Long before Spanish colonisation, Indigenous communities across Peru cultivated an extraordinary range of crops: potatoes (thousands of varieties), maize, chillies, cacao, quinoa. Cooking was deeply tied to landscape, seasonality, and ritual. When the Spanish arrived in the 16th century, they brought wheat, livestock, dairy, and new techniques, but Indigenous ingredients remained central.
Then came further waves of influence. Enslaved Africans adapted European ingredients to their own traditions, shaping dishes that still anchor Lima’s street food culture today. In the 19th and early 20th centuries, Chinese and Japanese migrants arrived, bringing wok cooking, soy-based seasonings, precision knife work and respect for raw ingredients. Rather than replacing existing traditions, these influences folded into them.

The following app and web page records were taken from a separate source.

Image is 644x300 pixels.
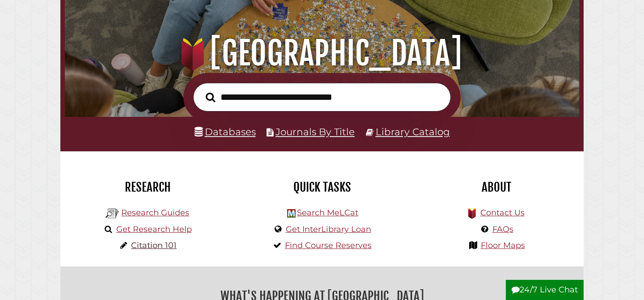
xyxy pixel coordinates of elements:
a: Contact Us [480,208,524,218]
a: Library Catalog [376,126,450,137]
h2: About [416,180,577,195]
a: Journals By Title [276,126,355,137]
i: Search [206,92,215,102]
h1: [GEOGRAPHIC_DATA] [75,34,570,73]
h2: Research [67,180,228,195]
a: Research Guides [121,208,189,218]
a: Get InterLibrary Loan [286,224,371,234]
a: Search MeLCat [297,208,358,218]
button: Search [201,90,220,105]
a: Citation 101 [131,240,177,250]
a: Find Course Reserves [285,240,372,250]
img: Hekman Library Logo [106,207,119,220]
a: Databases [194,126,256,137]
a: Floor Maps [481,240,525,250]
h2: Quick Tasks [241,180,403,195]
a: FAQs [492,224,514,234]
img: Hekman Library Logo [287,209,296,218]
a: Get Research Help [116,224,192,234]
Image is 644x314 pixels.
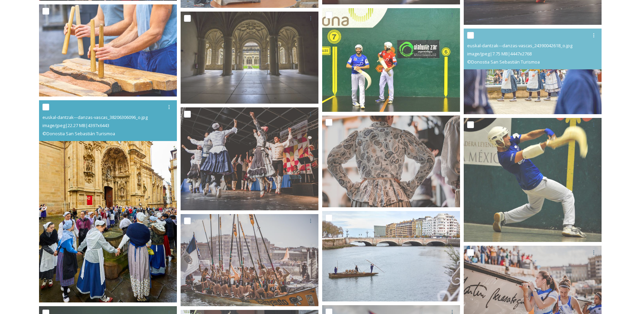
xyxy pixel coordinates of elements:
[42,114,148,120] span: euskal-dantzak---danzas-vascas_38206306096_o.jpg
[180,12,318,104] img: san-telmo-museoa_49525181793_o.jpg
[180,214,318,306] img: estropadak---regatas-orio_49524726728_o.jpg
[42,123,109,129] span: image/jpeg | 22.27 MB | 4397 x 6443
[322,211,460,301] img: sagardo-apura_49526001681_o.jpg
[464,118,602,242] img: egiguren---remontista_37550609394_o.jpg
[42,130,115,136] span: © Donostia San Sebastián Turismoa
[467,42,572,49] span: euskal-dantzak---danzas-vascas_24390042618_o.jpg
[39,4,177,97] img: txalaparta_26484926369_o.jpg
[39,100,177,302] img: euskal-dantzak---danzas-vascas_38206306096_o.jpg
[464,28,602,114] img: euskal-dantzak---danzas-vascas_24390042618_o.jpg
[322,115,460,207] img: euskal-dantza-danzas-vascas_49525334522_o.jpg
[467,58,540,65] span: © Donostia San Sebastián Turismoa
[322,8,460,111] img: remontistas_49525439742_o.jpg
[180,107,318,211] img: euskal-dantza-danzas-vascas_49525337222_o.jpg
[467,51,532,57] span: image/jpeg | 7.75 MB | 4447 x 2768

“So you have the Asian influence, which is the Chinese and Japanese, which is Chifa or Nikkei. Then you have like the traditional sort of Peruvian from like our heritage and our background. Then you have some cuisines or dishes mixed with the Spanish influence. You can also find skewers in the street that are anything with African… Then you have cevicherias… Then you can find restaurants that cook food from the north of Peru, from the jungle, from the south…”
You’re tasting centuries of migration, trade routes, colonisation, adaptation, and invention, often in a single day of eating. What makes Lima exceptional is that none of this was lost. Instead, it accumulated, creating a culinary culture where fusion cuisines organically came into being.
A country inside the city
Lima is often described as Peru in miniature. Nearly a third of the country’s population lives here, and with them comes food from every corner of the nation. The result is a city where the diversity of the country’s produce, peoples and delicacies shines through.
“If you do three days in Lima,” Barrios notes, “you can probably eat, everyday, every meal in a different style restaurant.” Not different cuisines imported wholesale from elsewhere, but something more nuanced: “You’re going to try different styles, but all of it from food from Peru.”
That distinction matters. In Peru, there is a whole world of unique schools of cuisine which has developed organically. Chinese and Japanese influences, results of large immigrant communities from these countries, have created the chifa and nikkei cuisines respectively. Peruvian cooking consists of Spanish techniques using Indigenous ingredients. African heritage also shows up in street food and slow-cooked stews. Then there is the cornucopia of fantastical, unique ingredients that is the huge Amazon rainforest. Regional cooking from the coast, the Andes, and the Amazon all converge here in Lima.
List them out and the scale becomes clear: cevicherías specialising in seafood pulled straight from the Pacific; grills echoing Afro-Peruvian traditions; restaurants rooted in highland cooking; menus inspired by jungle produce.
Chifa comes from the Chinese phrase “chi fan”, meaning “to eat rice,” and refers to the Chinese-Peruvian cuisine that developed after Chinese migration to Peru in the 19th century.
A country with a very full fridge
Peru’s geography plays an equally important role. Few countries can draw on such dramatically different ecosystems within such close reach, and that abundance underpins the creativity of its cooking.
“Peru has such a big biodiversity that we can we grow many, many, many ingredients now. And the example that I usually use is like, imagine that when I cook something in your house, you open your fridge and you have chicken, onions and milk. Not too much combinations, right? But if you just went to a supermarket and you have your fridge full and you have spices and you have chicken and fish and fruit and vegetables, then you can do many combinations. And that’s what happened to us. Our country, which is our fridge, is full of produce. So at the end, the combination of the amount of things we can do is very big. So our idea of our dishes is flavorful and very big as well.”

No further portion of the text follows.